"Yes," he answered, briefly; for the remembrance of what he had lost watching it out was not agreeable to him.
"There was a musical party here," continued Valérie, "but I got away from it, for I like to be alone when the past and the future meet—do not you?"
"No; your past is pure, your future is bright. Mine are not so; I don't want to be stopped to contemplate them."
"Nor are mine, indeed; but the death of an Old Year is sad and solemn to me as the death of a friend, and I like to be alone in its last hour. I wonder," she continued, suddenly, "what this year will bring. I wonder where you and I shall be next New Year's-night?"
Falkenstein laughed, not merrily.
"I shall be in Kensal Green or the Queen's Bench, very likely. Why do you look astonished Miss L'Estrange; one is the destination of everybody in these rooms, and the other probably of one-half of them."
"Don't speak so bitterly—don't give me sad thoughts on my birthday. Oh, how tiresome!" cried Valérie, interrupting herself, "there comes Major D'Orwood."
"To claim you?"
"Yes; I'd forgotten him entirely. I promised to waltz with him an hour ago."
"What the devil brought you here to interrupt us?" thought Falkenstein, as the Guardsman lisped a reproof at Valérie's cruelty, and gave her his arm back to the ball-room. Waldemar stopped her, however, engaged her for the next, and sauntered through the room on her other side. He waltzed a good deal with her, paying her that sort of attention which Falkenstein knew how to make the softest and subtlest homage a woman could have. Amused himself, he amused her with his brilliant and pointed wit, so well, that Valérie L'Estrange told him, when he bid her good night, that she had never enjoyed any birthday so much.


▶ **YOUR TASK**
In the listing below, the line containing "Image is 487x465 pixels." marks the end; copy exactly every line from the first through that one.

▶ **DATA TO PROCESS**
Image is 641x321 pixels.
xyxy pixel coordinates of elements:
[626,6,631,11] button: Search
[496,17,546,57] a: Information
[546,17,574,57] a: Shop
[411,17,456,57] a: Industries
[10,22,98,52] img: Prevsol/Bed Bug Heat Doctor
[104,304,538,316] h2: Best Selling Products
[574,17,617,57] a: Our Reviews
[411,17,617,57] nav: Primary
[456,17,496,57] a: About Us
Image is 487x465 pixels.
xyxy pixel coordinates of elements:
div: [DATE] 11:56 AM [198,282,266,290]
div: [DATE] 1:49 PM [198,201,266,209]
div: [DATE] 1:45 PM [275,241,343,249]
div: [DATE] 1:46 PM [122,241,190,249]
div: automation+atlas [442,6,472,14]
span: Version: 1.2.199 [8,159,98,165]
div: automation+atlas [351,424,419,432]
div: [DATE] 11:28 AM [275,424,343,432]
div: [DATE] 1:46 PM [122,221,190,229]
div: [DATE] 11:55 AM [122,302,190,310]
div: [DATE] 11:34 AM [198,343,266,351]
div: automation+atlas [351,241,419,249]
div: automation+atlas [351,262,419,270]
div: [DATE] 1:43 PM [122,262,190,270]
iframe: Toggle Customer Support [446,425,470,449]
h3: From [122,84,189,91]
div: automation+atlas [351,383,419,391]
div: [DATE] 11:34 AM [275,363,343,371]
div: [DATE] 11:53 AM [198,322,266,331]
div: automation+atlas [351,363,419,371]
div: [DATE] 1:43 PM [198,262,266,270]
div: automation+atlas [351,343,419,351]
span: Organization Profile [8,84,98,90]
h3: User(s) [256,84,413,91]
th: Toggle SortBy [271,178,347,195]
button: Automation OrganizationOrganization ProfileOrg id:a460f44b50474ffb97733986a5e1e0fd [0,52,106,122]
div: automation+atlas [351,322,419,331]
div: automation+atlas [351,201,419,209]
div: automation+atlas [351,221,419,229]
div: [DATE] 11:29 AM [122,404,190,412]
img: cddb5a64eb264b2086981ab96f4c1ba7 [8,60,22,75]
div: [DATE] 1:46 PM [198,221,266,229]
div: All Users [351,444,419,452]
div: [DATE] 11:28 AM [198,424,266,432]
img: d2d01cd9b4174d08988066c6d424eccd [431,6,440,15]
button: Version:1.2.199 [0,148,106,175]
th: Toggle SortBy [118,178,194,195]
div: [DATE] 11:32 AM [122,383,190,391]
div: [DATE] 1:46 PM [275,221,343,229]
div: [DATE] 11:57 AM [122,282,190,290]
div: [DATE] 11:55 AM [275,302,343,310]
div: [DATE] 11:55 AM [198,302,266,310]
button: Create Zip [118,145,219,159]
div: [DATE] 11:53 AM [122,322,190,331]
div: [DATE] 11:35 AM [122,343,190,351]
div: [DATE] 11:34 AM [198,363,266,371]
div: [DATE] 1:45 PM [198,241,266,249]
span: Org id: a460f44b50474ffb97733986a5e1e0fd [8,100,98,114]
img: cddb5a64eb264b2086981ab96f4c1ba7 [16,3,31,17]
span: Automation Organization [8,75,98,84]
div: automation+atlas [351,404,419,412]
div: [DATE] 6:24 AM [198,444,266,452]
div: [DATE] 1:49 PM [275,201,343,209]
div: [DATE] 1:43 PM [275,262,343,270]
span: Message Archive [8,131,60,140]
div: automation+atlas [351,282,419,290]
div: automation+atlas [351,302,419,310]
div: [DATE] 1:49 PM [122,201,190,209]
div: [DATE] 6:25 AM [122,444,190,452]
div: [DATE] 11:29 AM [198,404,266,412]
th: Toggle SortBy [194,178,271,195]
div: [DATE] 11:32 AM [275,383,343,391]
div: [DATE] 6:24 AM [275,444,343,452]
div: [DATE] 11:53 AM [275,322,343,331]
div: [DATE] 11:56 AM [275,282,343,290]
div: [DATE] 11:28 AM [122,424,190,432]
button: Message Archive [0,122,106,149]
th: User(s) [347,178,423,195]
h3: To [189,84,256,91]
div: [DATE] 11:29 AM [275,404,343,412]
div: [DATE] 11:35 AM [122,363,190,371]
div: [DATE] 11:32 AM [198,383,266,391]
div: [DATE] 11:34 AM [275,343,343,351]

▶ **SOLUTION TO THIS TASK**
Image is 641x321 pixels.
xyxy pixel coordinates of elements:
[626,6,631,11] button: Search
[496,17,546,57] a: Information
[546,17,574,57] a: Shop
[411,17,456,57] a: Industries
[10,22,98,52] img: Prevsol/Bed Bug Heat Doctor
[104,304,538,316] h2: Best Selling Products
[574,17,617,57] a: Our Reviews
[411,17,617,57] nav: Primary
[456,17,496,57] a: About Us
Image is 487x465 pixels.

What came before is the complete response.